Ernestina
2 min readAug 3, 2022

ERNIE AND ERNESTINA: Searching

Book Two, Chapter 313: The Spiritual Side of Life

After Ernie died, one person wrote me a letter to ask: “Are you spiritual? Do you have a spiritual life?”

I didn’t know how to answer him. I didn’t know what his question meant. Now, I’m beginning to know what the spiritual is.

Was Ernie spiritual?

Once, he called himself a saint. “I don’t smoke. I don’t drink. I don’t have a sex life. I’m a saint.” He did believe in a God, but he didn’t believe in himself — or not enough — which is why he needed me.

I don’t want to be a saint. I want to be a loving and lovable person. I want to be honest, trustworthy, respectful, kind, and equal to another. No better than another. No worse than another. Equal to.

All my memories of Ernie, of our life together, fill me with sadness. Every single one of them. How to shift my thinking so that I’m grateful he found the courage to marry me, to have a child with me, to support us and still stay true to himself? This is what I’m working on.

He also cheated himself, of course. In pleasing others, so often he hurt himself. So much of me was wasted, too, dammed up by fear.
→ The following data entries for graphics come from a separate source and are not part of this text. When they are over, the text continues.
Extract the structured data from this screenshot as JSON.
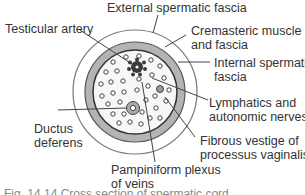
{
  "diagram": {
    "labels": {
      "external_spermatic_fascia": "External spermatic fascia",
      "testicular_artery": "Testicular artery",
      "cremasteric_line1": "Cremasteric muscle",
      "cremasteric_line2": "and fascia",
      "internal_line1": "Internal spermatic",
      "internal_line2": "fascia",
      "lymph_line1": "Lymphatics and",
      "lymph_line2": "autonomic nerves",
      "ductus_line1": "Ductus",
      "ductus_line2": "deferens",
      "fibrous_line1": "Fibrous vestige of",
      "fibrous_line2": "processus vaginalis",
      "pampiniform_line1": "Pampiniform plexus",
      "pampiniform_line2": "of veins"
    },
    "caption": "Fig. 14.14  Cross section of spermatic cord",
    "colors": {
      "band": "#b4b4b4",
      "artery": "#3a3a3a",
      "line": "#444444"
    }
  }
}
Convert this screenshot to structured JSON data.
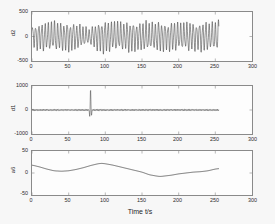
{
  "figure": {
    "background_color": "#f7f7f7",
    "plot_background_color": "#fdfdfd",
    "axis_color": "#8a8a8a",
    "line_color": "#3a3a3a",
    "xlabel": "Time t/s"
  },
  "chart_data": [
    {
      "type": "line",
      "title": "",
      "ylabel": "d2",
      "xlabel": "",
      "xlim": [
        0,
        300
      ],
      "ylim": [
        -500,
        500
      ],
      "xticks": [
        0,
        50,
        100,
        150,
        200,
        250,
        300
      ],
      "yticks": [
        -500,
        0,
        500
      ],
      "xticklabels": [
        "0",
        "50",
        "100",
        "150",
        "200",
        "250",
        "300"
      ],
      "yticklabels": [
        "-500",
        "0",
        "500"
      ],
      "grid": false,
      "legend": null,
      "series": [
        {
          "name": "d2",
          "description": "dense high-frequency oscillation, period about 4.3 s, amplitude envelope varies between 120 and 300, amplitude minimum near t=78",
          "x": [
            0,
            5,
            10,
            15,
            20,
            25,
            30,
            35,
            40,
            45,
            50,
            55,
            60,
            65,
            70,
            75,
            78,
            82,
            86,
            90,
            95,
            100,
            105,
            110,
            115,
            120,
            125,
            130,
            135,
            140,
            145,
            150,
            155,
            160,
            165,
            170,
            175,
            180,
            185,
            190,
            195,
            200,
            205,
            210,
            215,
            220,
            225,
            230,
            235,
            240,
            245,
            250,
            255
          ],
          "envelope": [
            190,
            215,
            235,
            250,
            240,
            255,
            265,
            250,
            235,
            245,
            255,
            240,
            225,
            205,
            180,
            150,
            130,
            175,
            215,
            250,
            275,
            290,
            270,
            250,
            265,
            250,
            235,
            260,
            270,
            250,
            235,
            255,
            265,
            245,
            230,
            250,
            265,
            245,
            235,
            255,
            260,
            240,
            230,
            250,
            265,
            245,
            235,
            255,
            265,
            245,
            230,
            255,
            270
          ]
        }
      ]
    },
    {
      "type": "line",
      "title": "",
      "ylabel": "d1",
      "xlabel": "",
      "xlim": [
        0,
        300
      ],
      "ylim": [
        -1000,
        1000
      ],
      "xticks": [
        0,
        50,
        100,
        150,
        200,
        250,
        300
      ],
      "yticks": [
        -1000,
        0,
        1000
      ],
      "xticklabels": [
        "0",
        "50",
        "100",
        "150",
        "200",
        "250",
        "300"
      ],
      "yticklabels": [
        "-1000",
        "0",
        "1000"
      ],
      "grid": false,
      "legend": null,
      "series": [
        {
          "name": "d1",
          "description": "low amplitude high-frequency noise near zero, amplitude about 40, with a single large transient spike at t=80 reaching +800 and -500",
          "baseline_amplitude": 40,
          "spike_center": 80,
          "spike_max": 800,
          "spike_min": -500
        }
      ]
    },
    {
      "type": "line",
      "title": "",
      "ylabel": "a6",
      "xlabel": "Time t/s",
      "xlim": [
        0,
        300
      ],
      "ylim": [
        -50,
        50
      ],
      "xticks": [
        0,
        50,
        100,
        150,
        200,
        250,
        300
      ],
      "yticks": [
        -50,
        0,
        50
      ],
      "xticklabels": [
        "0",
        "50",
        "100",
        "150",
        "200",
        "250",
        "300"
      ],
      "yticklabels": [
        "-50",
        "0",
        "50"
      ],
      "grid": false,
      "legend": null,
      "series": [
        {
          "name": "a6",
          "description": "smooth slow-varying approximation trend",
          "x": [
            0,
            10,
            20,
            30,
            40,
            50,
            60,
            70,
            80,
            90,
            95,
            100,
            110,
            120,
            130,
            140,
            150,
            160,
            170,
            175,
            180,
            190,
            200,
            210,
            220,
            230,
            240,
            250,
            255
          ],
          "y": [
            18,
            14,
            9,
            5,
            4,
            5,
            8,
            12,
            17,
            21,
            22,
            21,
            18,
            14,
            10,
            6,
            2,
            -4,
            -7,
            -8,
            -7,
            -5,
            -2,
            0,
            2,
            3,
            5,
            9,
            10
          ]
        }
      ]
    }
  ]
}
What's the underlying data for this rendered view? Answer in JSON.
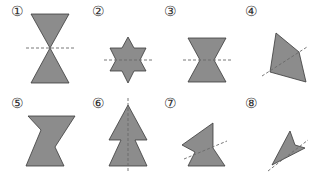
{
  "figures": [
    {
      "label": "①",
      "lx": 11,
      "ly": 16,
      "points": "31,14 69,14 50,48 69,83 31,83 50,48",
      "axis": [
        26,
        48,
        74,
        48
      ]
    },
    {
      "label": "②",
      "lx": 92,
      "ly": 16,
      "points": "128,37 134,48 146,48 140,60 146,71 134,71 128,83 122,71 110,71 116,60 110,48 122,48",
      "axis": [
        104,
        60,
        152,
        60
      ]
    },
    {
      "label": "③",
      "lx": 164,
      "ly": 16,
      "points": "188,38 226,38 214,60 226,82 188,82 200,60",
      "axis": [
        183,
        60,
        231,
        60
      ]
    },
    {
      "label": "④",
      "lx": 245,
      "ly": 16,
      "points": "276,33 299,52 306,82 270,72",
      "axis": [
        262,
        76,
        307,
        47
      ]
    },
    {
      "label": "⑤",
      "lx": 11,
      "ly": 108,
      "points": "28,116 75,116 55,147 64,166 26,166 41,130",
      "axis": null
    },
    {
      "label": "⑥",
      "lx": 92,
      "ly": 108,
      "points": "128,105 147,140 135,140 147,166 109,166 121,140 109,140",
      "axis": [
        128,
        98,
        128,
        173
      ]
    },
    {
      "label": "⑦",
      "lx": 164,
      "ly": 108,
      "points": "213,123 213,148 225,166 188,166 195,152 182,145",
      "axis": [
        184,
        159,
        227,
        141
      ]
    },
    {
      "label": "⑧",
      "lx": 245,
      "ly": 108,
      "points": "290,131 295,145 305,148 272,165",
      "axis": [
        268,
        171,
        308,
        140
      ]
    }
  ]
}
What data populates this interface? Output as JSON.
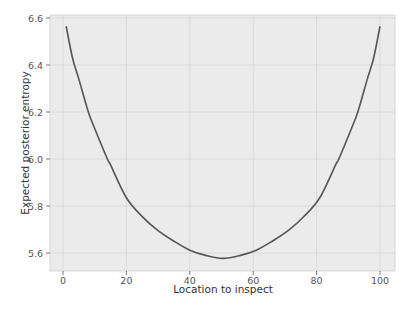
{
  "chart_data": {
    "type": "line",
    "title": "",
    "xlabel": "Location to inspect",
    "ylabel": "Expected posterior entropy",
    "xlim": [
      -3,
      104
    ],
    "ylim": [
      5.53,
      6.61
    ],
    "xticks": [
      0,
      20,
      40,
      60,
      80,
      100
    ],
    "yticks": [
      5.6,
      5.8,
      6.0,
      6.2,
      6.4,
      6.6
    ],
    "xtick_labels": [
      "0",
      "20",
      "40",
      "60",
      "80",
      "100"
    ],
    "ytick_labels": [
      "5.6",
      "5.8",
      "6.0",
      "6.2",
      "6.4",
      "6.6"
    ],
    "grid": true,
    "legend": null,
    "series": [
      {
        "name": "expected entropy",
        "color": "#555555",
        "x": [
          1,
          3,
          5,
          8,
          10,
          14,
          15,
          20,
          25,
          30,
          35,
          40,
          45,
          50.5,
          56,
          61,
          66,
          71,
          76,
          81,
          86,
          87,
          91,
          93,
          96,
          98,
          100
        ],
        "y": [
          6.565,
          6.43,
          6.34,
          6.2,
          6.13,
          6.0,
          5.975,
          5.835,
          5.755,
          5.695,
          5.65,
          5.612,
          5.59,
          5.577,
          5.59,
          5.612,
          5.65,
          5.695,
          5.755,
          5.835,
          5.975,
          6.0,
          6.13,
          6.2,
          6.34,
          6.43,
          6.565
        ]
      }
    ],
    "style": {
      "plot_background": "#ebebeb",
      "grid_color": "#d6d6d6",
      "page_background": "#ffffff"
    }
  }
}
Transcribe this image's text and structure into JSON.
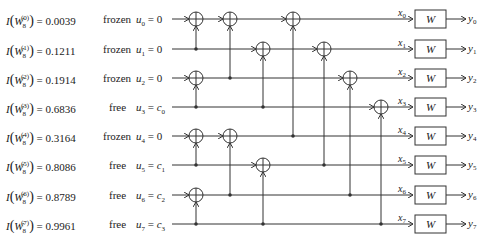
{
  "diagram": {
    "rows": [
      {
        "index": 0,
        "I_label": "I(W8(0))",
        "superscript": "(0)",
        "value": "0.0039",
        "status": "frozen",
        "u_label": "u0",
        "u_sub": "0",
        "assign": "0",
        "x_label": "x",
        "x_sub": "0",
        "y_label": "y",
        "y_sub": "0"
      },
      {
        "index": 1,
        "I_label": "I(W8(1))",
        "superscript": "(1)",
        "value": "0.1211",
        "status": "frozen",
        "u_label": "u1",
        "u_sub": "1",
        "assign": "0",
        "x_label": "x",
        "x_sub": "1",
        "y_label": "y",
        "y_sub": "1"
      },
      {
        "index": 2,
        "I_label": "I(W8(2))",
        "superscript": "(2)",
        "value": "0.1914",
        "status": "frozen",
        "u_label": "u2",
        "u_sub": "2",
        "assign": "0",
        "x_label": "x",
        "x_sub": "2",
        "y_label": "y",
        "y_sub": "2"
      },
      {
        "index": 3,
        "I_label": "I(W8(3))",
        "superscript": "(3)",
        "value": "0.6836",
        "status": "free",
        "u_label": "u3",
        "u_sub": "3",
        "assign": "c0",
        "assign_sub": "0",
        "x_label": "x",
        "x_sub": "3",
        "y_label": "y",
        "y_sub": "3"
      },
      {
        "index": 4,
        "I_label": "I(W8(4))",
        "superscript": "(4)",
        "value": "0.3164",
        "status": "frozen",
        "u_label": "u4",
        "u_sub": "4",
        "assign": "0",
        "x_label": "x",
        "x_sub": "4",
        "y_label": "y",
        "y_sub": "4"
      },
      {
        "index": 5,
        "I_label": "I(W8(5))",
        "superscript": "(5)",
        "value": "0.8086",
        "status": "free",
        "u_label": "u5",
        "u_sub": "5",
        "assign": "c1",
        "assign_sub": "1",
        "x_label": "x",
        "x_sub": "5",
        "y_label": "y",
        "y_sub": "5"
      },
      {
        "index": 6,
        "I_label": "I(W8(6))",
        "superscript": "(6)",
        "value": "0.8789",
        "status": "free",
        "u_label": "u6",
        "u_sub": "6",
        "assign": "c2",
        "assign_sub": "2",
        "x_label": "x",
        "x_sub": "6",
        "y_label": "y",
        "y_sub": "6"
      },
      {
        "index": 7,
        "I_label": "I(W8(7))",
        "superscript": "(7)",
        "value": "0.9961",
        "status": "free",
        "u_label": "u7",
        "u_sub": "7",
        "assign": "c3",
        "assign_sub": "3",
        "x_label": "x",
        "x_sub": "7",
        "y_label": "y",
        "y_sub": "7"
      }
    ],
    "channel_label": "W",
    "xor_nodes": [
      {
        "stage": 1,
        "target": 0,
        "control": 1
      },
      {
        "stage": 1,
        "target": 2,
        "control": 3
      },
      {
        "stage": 1,
        "target": 4,
        "control": 5
      },
      {
        "stage": 1,
        "target": 6,
        "control": 7
      },
      {
        "stage": 2,
        "target": 0,
        "control": 2
      },
      {
        "stage": 2,
        "target": 1,
        "control": 3
      },
      {
        "stage": 2,
        "target": 4,
        "control": 6
      },
      {
        "stage": 2,
        "target": 5,
        "control": 7
      },
      {
        "stage": 3,
        "target": 0,
        "control": 4
      },
      {
        "stage": 3,
        "target": 1,
        "control": 5
      },
      {
        "stage": 3,
        "target": 2,
        "control": 6
      },
      {
        "stage": 3,
        "target": 3,
        "control": 7
      }
    ],
    "colors": {
      "line": "#333333",
      "text": "#222222",
      "background": "#ffffff"
    }
  }
}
I’ve learned this: Don’t let fear stop me from thinking what I need to think or feeling what I need to feel or saying what I need to say or doing what I need to do. I don’t want to be that scared, mad little girl who hid in a closet or under a bed or ran from relatives or dodged people. Who hid from herself. Who stayed spooked.

I’m learning to trust myself. To surprise myself.

Life is a surprise. Who knows what will happen next?

Ernestina

My writer husband’s favorite nickname for me was Ernestina, so in this 2-book memoir, he is Ernie. This is his story, our story, and my story. I invite you in.